Monday, May 15, 2006

Spy vs. Spy

After a rather lengthy vacation from the public spotlight, our nation's intelligence community has been the star of the show for the last couple years, thanks to stories like the New York Times' expose on the National Security Agency's warrantless electronic surveillance program President Bush instigated after 9/11, and, more lately, because of the newly-discovered "data-mining" program whereby the NSA collects telephone records of millions of Americans with the cooperation of the major telecom networks.

My initial reaction to the entire works was negative. The whole idea of "warrantless wiretapping" seemed to me to fly in the face of the Fourth Amendment's prohibition against unlawful search and seizure, since American citizens are constitutionally guaranteed privacy except when law enforcement (or another government agency) has "probable cause" and obtains a warrant.

Using the ongoing "War on Terror" as grounds for disallowing congress from "hampering intelligence collection," the NSA's domestic spying program no longer requires a warrant from a FISA judge -- since, many will argue, obtaining a warrant takes too long in today's age of lightning-fast communications.

This also, at first glance, seems to violate the constitutional separation of powers America was founded upon. If the NSA, an arm of the Defense Department, is allowed to determine on its own who is and who isn't worthy of surveillance, then we've lost the judicial oversight that was put into place to protect citizens' right to privacy.

The more recent data-mining operation, whereby the phone records of millions of Americans are monitored electronically to purportedly search for patterns in phone usage, seems to invade privacy less. But does the fact that only phone numbers and the calls associated with them -- not the content of calls, nor the names attached to the numbers, necessarily -- mean that the program doesn't invade privacy at all?

My dad and I frequently butt heads about this on the phone. We'll catch up on the latest events, but we'll wind up talking national policy and civil rights almost invariably. It's great to talk with him, especially since we both hold such opposing viewpoints on the issue.

If I understand him correctly, he says he believes that regular Americans have nothing to worry about from the surveillance program, and that if the government decides to listen in on his phone call (after a computer at NSA headquarters raises a red flag after "hearing" the word jihad, for example), then such is the price of safety, and it doesn't bother him at all.
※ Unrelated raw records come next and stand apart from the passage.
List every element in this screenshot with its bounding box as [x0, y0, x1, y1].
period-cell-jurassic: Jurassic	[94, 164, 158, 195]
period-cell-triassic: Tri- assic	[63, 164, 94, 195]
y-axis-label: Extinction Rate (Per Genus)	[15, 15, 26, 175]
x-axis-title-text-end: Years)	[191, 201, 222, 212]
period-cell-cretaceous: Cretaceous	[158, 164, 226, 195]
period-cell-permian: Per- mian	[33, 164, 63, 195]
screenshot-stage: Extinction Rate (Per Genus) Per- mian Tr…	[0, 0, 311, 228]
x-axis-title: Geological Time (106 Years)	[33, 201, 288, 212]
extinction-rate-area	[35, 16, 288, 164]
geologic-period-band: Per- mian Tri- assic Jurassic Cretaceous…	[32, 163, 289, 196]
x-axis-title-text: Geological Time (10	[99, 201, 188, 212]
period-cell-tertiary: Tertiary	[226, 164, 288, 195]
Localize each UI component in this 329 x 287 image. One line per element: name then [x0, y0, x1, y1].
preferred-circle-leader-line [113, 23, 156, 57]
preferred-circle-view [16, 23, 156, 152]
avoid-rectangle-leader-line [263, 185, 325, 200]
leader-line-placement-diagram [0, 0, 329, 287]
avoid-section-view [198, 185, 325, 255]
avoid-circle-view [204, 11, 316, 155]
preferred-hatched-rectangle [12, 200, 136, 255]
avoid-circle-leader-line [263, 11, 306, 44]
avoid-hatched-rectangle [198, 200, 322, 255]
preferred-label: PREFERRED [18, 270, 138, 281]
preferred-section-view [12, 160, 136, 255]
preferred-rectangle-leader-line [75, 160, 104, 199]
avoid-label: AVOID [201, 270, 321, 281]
Me, I'm not so sure I'm comfortable with the idea that any communication of mine is potentially subject to monitoring. It's not that I'm worried about being prosecuted for having been caught, but more the fact that the decision is left in the hands of a government agency whose mission is basically the equivalent of a national-level District Attorney: the NSA has no vested interest in presuming anyone to be innocent.

But maybe Nineteen-Eighty-Four is too fresh in my mind. It seems, after doing a little reading, that the NSA's warrantless surveillance program is not automatically directed at domestic communication; rather, the system searches international calls and calls from known al-Qaeda sympathizers, then determines from the content of those calls whose domestic communication should be monitored. This, however, goes on without the need for a FISA judge to issue any warrants.
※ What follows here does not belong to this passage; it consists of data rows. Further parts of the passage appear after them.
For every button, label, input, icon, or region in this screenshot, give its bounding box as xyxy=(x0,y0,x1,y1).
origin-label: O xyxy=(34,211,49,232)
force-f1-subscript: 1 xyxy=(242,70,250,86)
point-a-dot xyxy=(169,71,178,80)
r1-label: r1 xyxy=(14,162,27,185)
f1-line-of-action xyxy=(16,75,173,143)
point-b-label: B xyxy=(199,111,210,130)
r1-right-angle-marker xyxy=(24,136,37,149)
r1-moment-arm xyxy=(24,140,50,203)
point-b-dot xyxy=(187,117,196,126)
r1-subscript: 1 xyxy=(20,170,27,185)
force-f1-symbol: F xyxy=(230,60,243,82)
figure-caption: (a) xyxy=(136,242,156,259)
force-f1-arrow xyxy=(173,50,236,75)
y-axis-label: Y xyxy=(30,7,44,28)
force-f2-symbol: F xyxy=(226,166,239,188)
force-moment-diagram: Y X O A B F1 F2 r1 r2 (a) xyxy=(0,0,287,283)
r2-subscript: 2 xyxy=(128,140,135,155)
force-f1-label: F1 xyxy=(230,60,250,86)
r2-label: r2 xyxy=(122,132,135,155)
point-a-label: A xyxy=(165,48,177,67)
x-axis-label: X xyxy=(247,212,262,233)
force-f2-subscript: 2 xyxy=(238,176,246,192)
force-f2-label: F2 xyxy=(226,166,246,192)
So where do you strike the balance? Does the lack of judicial oversight of the program make it sufficiently unconstitutional to justify resistance? Or do the threat of terrorism and the ongoing war provide sufficient grounds to cooperate?
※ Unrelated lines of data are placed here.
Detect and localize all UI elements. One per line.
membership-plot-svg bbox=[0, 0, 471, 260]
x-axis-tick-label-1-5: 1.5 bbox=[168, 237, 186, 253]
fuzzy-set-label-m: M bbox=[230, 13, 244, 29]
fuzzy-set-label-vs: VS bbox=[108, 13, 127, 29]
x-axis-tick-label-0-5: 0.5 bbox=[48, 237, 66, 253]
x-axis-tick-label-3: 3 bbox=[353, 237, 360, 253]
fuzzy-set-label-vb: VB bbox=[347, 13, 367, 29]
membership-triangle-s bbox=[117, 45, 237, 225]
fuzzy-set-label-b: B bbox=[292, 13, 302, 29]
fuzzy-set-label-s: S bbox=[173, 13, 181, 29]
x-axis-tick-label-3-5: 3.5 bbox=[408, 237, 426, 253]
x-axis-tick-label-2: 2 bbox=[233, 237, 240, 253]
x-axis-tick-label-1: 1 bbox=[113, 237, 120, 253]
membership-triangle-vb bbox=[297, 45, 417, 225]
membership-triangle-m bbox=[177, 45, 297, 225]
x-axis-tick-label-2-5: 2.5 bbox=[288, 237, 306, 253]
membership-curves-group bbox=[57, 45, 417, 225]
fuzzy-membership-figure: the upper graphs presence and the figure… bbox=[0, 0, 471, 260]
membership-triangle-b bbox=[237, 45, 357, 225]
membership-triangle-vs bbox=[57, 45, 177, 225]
I initially intended to use a Benjamin Franklin quote -- "Those that would sacrifice essential liberty to purchase temporary safety deserve neither liberty nor safety" -- but as it turns out, this quote is very likely misattributed. Such are the ways of the Internet.

-30-

P.S.: Dad, please feel free to chime in here and straighten me out if I'm misrepresented your stance on this thing. I know you drop by here every so often.